Recruitment systems can help government organisations to bring people with the required skills and competencies into the civil service. To this end, workforce planning can help identify skills needs and assess skills gaps. Merit-based recruitment processes help identify the most suitable candidates and have been a bedrock of professional civil services in most OECD countries for many years.
Recruitment systems can be broadly categorised between being more “career-based” or “position-based”. Career-based systems tend to be based on competitive selection earlier on in a civil servant’s career, with all or most positions only open to civil servants. In position-based systems, candidates usually apply directly to specific positions, which tend to be open to internal and external candidates. While career-based systems can help build a dedicated and experienced group of civil servants, position-based systems can offer more flexibility to adjust the workforce in response to a changing environment, and can bring in a wider diversity of perspectives, skills and experiences.
Professionals are hard to draw into the civil service in seven of the nine SEA countries surveyed (all except Lao PDR and Malaysia) and 23 of 35 OECD countries (including Korea and New Zealand). This suggests that attracting the best people is not only related to the type of recruitment system, but also requires human resources and line managers to consider other factors such as future skills demands, length of recruitment processes and competitive employment conditions.
While most countries struggle to attract skilled professionals, particularly in the domain of new technologies, a smaller number of OECD countries (seven) and none of the SEA countries surveyed have challenges recruiting senior managers. This may be due to the attractiveness of SCS positions or the logic of career-based systems, but it also raises questions about countries’ awareness of how the digital transformation is affecting the future of work in the public sector.
In SEA and OECD countries, recruitment systems vary to a great extent and combine elements of both systems. Like Australia and New Zealand, Malaysia, the Philippines and Singapore use primarily position-based systems. They also report a trend towards more external recruitment of professionals in the last five years, the time period for which information was sought in the survey. In Singapore, unlike all other SEA countries, people enter the civil service through direct application to a specific post. In the Philippines and Thailand, attracting qualified professionals is a big challenge, where there is strong competition from the private sector in the country and abroad. The main challenge in Viet Nam is attracting people with governance expertise.
On the other side of the spectrum are countries like Cambodia and Lao PDR. To become a civil servant, candidates need to go through a competitive examination that allows entry into a specific group of the public service. In Cambodia, Lao PDR and Viet Nam, no posts are open to external recruitment. In Lao PDR, the recruitment targets recent university graduates and promotions are based on work experience and tenure. In Japan, one of the OECD countries with the strongest “career-based” approach, people enter the civil service through a competitive examination that provides for entry into a specific group, but some posts are also open to external recruitment.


TASK ITEM | In the answer, give the entries below exactly, from the first line through the line with "Image is 639x303 pixels.", with every picture omitted.

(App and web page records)
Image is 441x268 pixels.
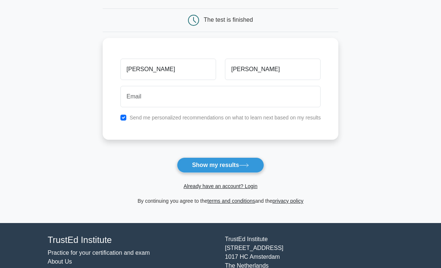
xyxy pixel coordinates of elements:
[120,59,216,80] input: First name
[48,250,150,256] a: Practice for your certification and exam
[120,86,321,107] input: Email
[48,235,216,246] h4: TrustEd Institute
[184,184,257,189] a: Already have an account? Login
[177,158,264,173] button: Show my results
[204,17,253,23] div: The test is finished
[225,59,321,80] input: Last name
[130,115,321,121] label: Send me personalized recommendations on what to learn next based on my results
[48,259,72,265] a: About Us
[273,198,304,204] a: privacy policy
[98,197,343,206] div: By continuing you agree to the and the
[208,198,255,204] a: terms and conditions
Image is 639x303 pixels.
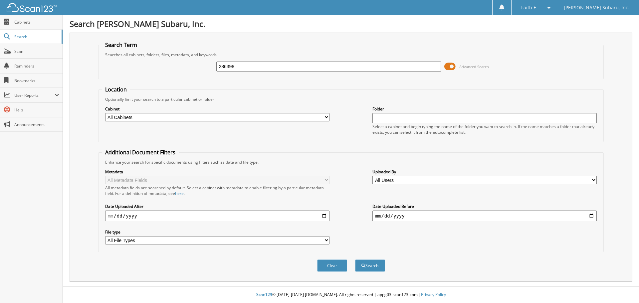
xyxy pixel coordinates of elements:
[105,229,329,235] label: File type
[102,41,140,49] legend: Search Term
[372,124,597,135] div: Select a cabinet and begin typing the name of the folder you want to search in. If the name match...
[105,185,329,196] div: All metadata fields are searched by default. Select a cabinet with metadata to enable filtering b...
[564,6,629,10] span: [PERSON_NAME] Subaru, Inc.
[14,49,59,54] span: Scan
[459,64,489,69] span: Advanced Search
[14,34,58,40] span: Search
[14,19,59,25] span: Cabinets
[105,211,329,221] input: start
[7,3,57,12] img: scan123-logo-white.svg
[14,92,55,98] span: User Reports
[317,259,347,272] button: Clear
[256,292,272,297] span: Scan123
[70,18,632,29] h1: Search [PERSON_NAME] Subaru, Inc.
[102,149,179,156] legend: Additional Document Filters
[14,63,59,69] span: Reminders
[605,271,639,303] iframe: Chat Widget
[372,204,597,209] label: Date Uploaded Before
[14,122,59,127] span: Announcements
[102,159,600,165] div: Enhance your search for specific documents using filters such as date and file type.
[355,259,385,272] button: Search
[372,211,597,221] input: end
[105,106,329,112] label: Cabinet
[102,52,600,58] div: Searches all cabinets, folders, files, metadata, and keywords
[372,169,597,175] label: Uploaded By
[421,292,446,297] a: Privacy Policy
[63,287,639,303] div: © [DATE]-[DATE] [DOMAIN_NAME]. All rights reserved | appg03-scan123-com |
[14,107,59,113] span: Help
[14,78,59,84] span: Bookmarks
[521,6,537,10] span: Faith E.
[105,169,329,175] label: Metadata
[175,191,184,196] a: here
[102,96,600,102] div: Optionally limit your search to a particular cabinet or folder
[102,86,130,93] legend: Location
[105,204,329,209] label: Date Uploaded After
[372,106,597,112] label: Folder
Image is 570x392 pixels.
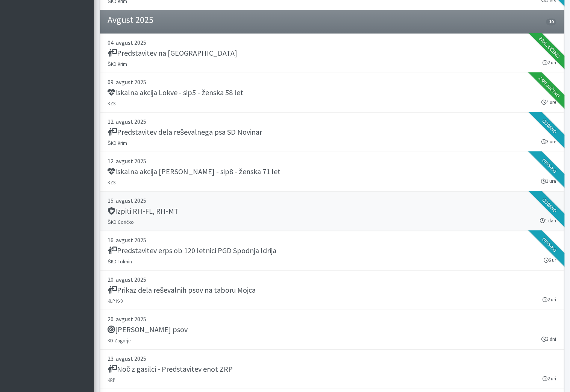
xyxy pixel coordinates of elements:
small: 3 dni [542,336,557,343]
p: 20. avgust 2025 [108,275,557,284]
small: ŠKD Krim [108,61,128,67]
small: ŠKD Tolmin [108,259,133,264]
small: KRP [108,377,116,383]
h5: Predstavitev dela reševalnega psa SD Novinar [108,128,263,137]
span: 10 [547,18,556,25]
h4: Avgust 2025 [108,15,154,26]
a: 20. avgust 2025 Prikaz dela reševalnih psov na taboru Mojca KLP K-9 2 uri [100,270,564,310]
a: 09. avgust 2025 Iskalna akcija Lokve - sip5 - ženska 58 let KZS 4 ure Zaključeno [100,73,564,113]
h5: Iskalna akcija Lokve - sip5 - ženska 58 let [108,88,244,97]
small: 2 uri [543,375,557,382]
h5: Iskalna akcija [PERSON_NAME] - sip8 - ženska 71 let [108,167,281,176]
h5: Prikaz dela reševalnih psov na taboru Mojca [108,286,256,294]
small: KD Zagorje [108,337,131,343]
p: 16. avgust 2025 [108,235,557,244]
h5: Predstavitev na [GEOGRAPHIC_DATA] [108,49,238,57]
p: 12. avgust 2025 [108,157,557,166]
small: ŠKD Goričko [108,219,134,225]
a: 16. avgust 2025 Predstavitev erps ob 120 letnici PGD Spodnja Idrija ŠKD Tolmin 6 ur Oddano [100,231,564,270]
small: 2 uri [543,296,557,303]
p: 20. avgust 2025 [108,315,557,323]
h5: [PERSON_NAME] psov [108,325,188,334]
p: 04. avgust 2025 [108,38,557,47]
a: 23. avgust 2025 Noč z gasilci - Predstavitev enot ZRP KRP 2 uri [100,350,564,389]
small: KZS [108,100,116,106]
a: 12. avgust 2025 Predstavitev dela reševalnega psa SD Novinar ŠKD Krim 3 ure Oddano [100,113,564,152]
small: KLP K-9 [108,298,123,304]
p: 09. avgust 2025 [108,78,557,86]
a: 12. avgust 2025 Iskalna akcija [PERSON_NAME] - sip8 - ženska 71 let KZS 1 ura Oddano [100,152,564,191]
p: 23. avgust 2025 [108,354,557,363]
small: KZS [108,180,116,186]
a: 20. avgust 2025 [PERSON_NAME] psov KD Zagorje 3 dni [100,310,564,350]
a: 04. avgust 2025 Predstavitev na [GEOGRAPHIC_DATA] ŠKD Krim 2 uri Zaključeno [100,33,564,73]
p: 15. avgust 2025 [108,196,557,205]
h5: Izpiti RH-FL, RH-MT [108,206,179,215]
small: ŠKD Krim [108,140,128,146]
p: 12. avgust 2025 [108,117,557,126]
h5: Noč z gasilci - Predstavitev enot ZRP [108,365,233,374]
a: 15. avgust 2025 Izpiti RH-FL, RH-MT ŠKD Goričko 1 dan Oddano [100,191,564,231]
h5: Predstavitev erps ob 120 letnici PGD Spodnja Idrija [108,246,277,255]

EXERCISE SOLUTION |
Image is 441x268 pixels.
xyxy pixel coordinates of elements:
[120,59,216,80] input: First name
[48,250,150,256] a: Practice for your certification and exam
[120,86,321,107] input: Email
[48,235,216,246] h4: TrustEd Institute
[184,184,257,189] a: Already have an account? Login
[177,158,264,173] button: Show my results
[204,17,253,23] div: The test is finished
[225,59,321,80] input: Last name
[130,115,321,121] label: Send me personalized recommendations on what to learn next based on my results
[48,259,72,265] a: About Us
[273,198,304,204] a: privacy policy
[98,197,343,206] div: By continuing you agree to the and the
[208,198,255,204] a: terms and conditions
Image is 639x303 pixels.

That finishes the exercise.